Georgia Is Not Purple Yet

Slate

This week, David Plotz, Emily Bazelon, and John Dickerson discuss Raphael Warnock beating Herschel Walker, and oral arguments at the Supreme Court in the anti-gay marriage website designer case and the "independent state legislature" election case. Here are some notes and references from this week's show: Fr. James Martin, S.J. for Outreach: "When Is Religious Liberty A Fig Leaf For Homophobia?" Here are this week's chatters: David: Tour Fort DeRussy with David; City Cast Portland has launched; Caitlin Doughty for The New York Times: "If You Want to Give Something Back to Nature, Give Your Body" For this week's Slate Plus bonus segment Emily, David, and John discuss ChatGPT.

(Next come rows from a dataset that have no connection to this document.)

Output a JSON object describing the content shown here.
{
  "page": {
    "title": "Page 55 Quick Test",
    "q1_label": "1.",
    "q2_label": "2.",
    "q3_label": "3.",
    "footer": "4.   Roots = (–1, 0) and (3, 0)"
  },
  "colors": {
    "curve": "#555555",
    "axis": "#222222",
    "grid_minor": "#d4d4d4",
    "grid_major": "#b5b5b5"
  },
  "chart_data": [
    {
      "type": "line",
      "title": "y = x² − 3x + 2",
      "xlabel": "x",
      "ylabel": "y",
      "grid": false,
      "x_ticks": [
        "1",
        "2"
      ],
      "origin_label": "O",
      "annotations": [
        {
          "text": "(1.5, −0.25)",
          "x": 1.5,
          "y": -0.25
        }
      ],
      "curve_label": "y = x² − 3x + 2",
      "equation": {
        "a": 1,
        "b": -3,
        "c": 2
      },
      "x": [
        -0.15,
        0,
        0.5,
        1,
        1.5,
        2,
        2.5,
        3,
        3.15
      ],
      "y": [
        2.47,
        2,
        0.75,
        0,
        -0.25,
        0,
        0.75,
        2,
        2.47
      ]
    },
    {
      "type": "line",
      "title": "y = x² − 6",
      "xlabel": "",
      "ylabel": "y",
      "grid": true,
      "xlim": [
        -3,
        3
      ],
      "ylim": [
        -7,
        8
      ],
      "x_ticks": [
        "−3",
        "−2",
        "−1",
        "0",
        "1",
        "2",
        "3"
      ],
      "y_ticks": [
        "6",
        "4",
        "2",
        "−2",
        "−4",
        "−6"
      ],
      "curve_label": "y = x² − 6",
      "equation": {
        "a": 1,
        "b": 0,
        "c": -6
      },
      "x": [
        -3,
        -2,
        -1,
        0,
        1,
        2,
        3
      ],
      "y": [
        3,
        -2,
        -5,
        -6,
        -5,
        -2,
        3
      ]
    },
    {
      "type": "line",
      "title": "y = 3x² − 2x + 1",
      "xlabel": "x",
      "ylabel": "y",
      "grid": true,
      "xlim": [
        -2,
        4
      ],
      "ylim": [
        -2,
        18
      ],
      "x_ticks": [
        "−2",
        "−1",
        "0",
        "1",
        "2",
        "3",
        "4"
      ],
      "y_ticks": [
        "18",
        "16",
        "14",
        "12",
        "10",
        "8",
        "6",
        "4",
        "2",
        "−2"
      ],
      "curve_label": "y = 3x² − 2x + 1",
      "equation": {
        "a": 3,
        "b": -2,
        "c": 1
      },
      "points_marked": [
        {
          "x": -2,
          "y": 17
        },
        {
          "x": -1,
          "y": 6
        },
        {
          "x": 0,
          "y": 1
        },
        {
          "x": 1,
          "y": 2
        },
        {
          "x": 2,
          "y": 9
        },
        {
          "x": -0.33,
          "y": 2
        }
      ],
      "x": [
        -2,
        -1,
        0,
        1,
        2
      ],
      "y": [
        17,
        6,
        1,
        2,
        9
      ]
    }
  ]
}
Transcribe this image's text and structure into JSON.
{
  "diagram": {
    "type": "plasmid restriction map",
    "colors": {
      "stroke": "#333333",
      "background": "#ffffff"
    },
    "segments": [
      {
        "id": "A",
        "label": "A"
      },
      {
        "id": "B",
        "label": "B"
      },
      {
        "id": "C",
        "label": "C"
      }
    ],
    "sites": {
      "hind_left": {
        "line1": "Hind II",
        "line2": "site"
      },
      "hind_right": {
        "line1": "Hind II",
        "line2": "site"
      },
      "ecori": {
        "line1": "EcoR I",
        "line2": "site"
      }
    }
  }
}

The Future of Memory - ArtReview

#artificialintelligence

As memory and data blur, will we remember everything? And does remembering everything mean remembering nothing? "The root of men's problems is memory," states martial artist Huang Yaoshi, a character in Wong Kar-wai's arthouse classic Ashes of Time (1994). The film revolves around the dialectics of remembering and forgetting; in it an anonymous desert's shifting sandscape suggests a geological palimpsest of writing and unwriting memory at the same time. In the age of information saturation, people are entangled in the present technoscape of an attention economy that keeps altering.


Learners' Languages

Spivak, David I.

arXiv.org Artificial Intelligence

In "Backprop as functor", the authors show that the fundamental elements of deep learning -- gradient descent and backpropagation -- can be conceptualized as a strong monoidal functor Para(Euc)$\to$Learn from the category of parameterized Euclidean spaces to that of learners, a category developed explicitly to capture parameter update and backpropagation. It was soon realized that there is an isomorphism Learn$\cong$Para(Slens), where Slens is the symmetric monoidal category of simple lenses as used in functional programming. In this note, we observe that Slens is a full subcategory of Poly, the category of polynomial functors in one variable, via the functor $A\mapsto Ay^A$. Using the fact that (Poly,$\otimes$) is monoidal closed, we show that a map $A\to B$ in Para(Slens) has a natural interpretation in terms of dynamical systems (more precisely, generalized Moore machines) whose interface is the internal-hom type $[Ay^A,By^B]$. Finally, we review the fact that the category p-Coalg of dynamical systems on any $p \in$ Poly forms a topos, and consider the logical propositions that can be stated in its internal language. We give gradient descent as an example, and we conclude by discussing some directions for future work.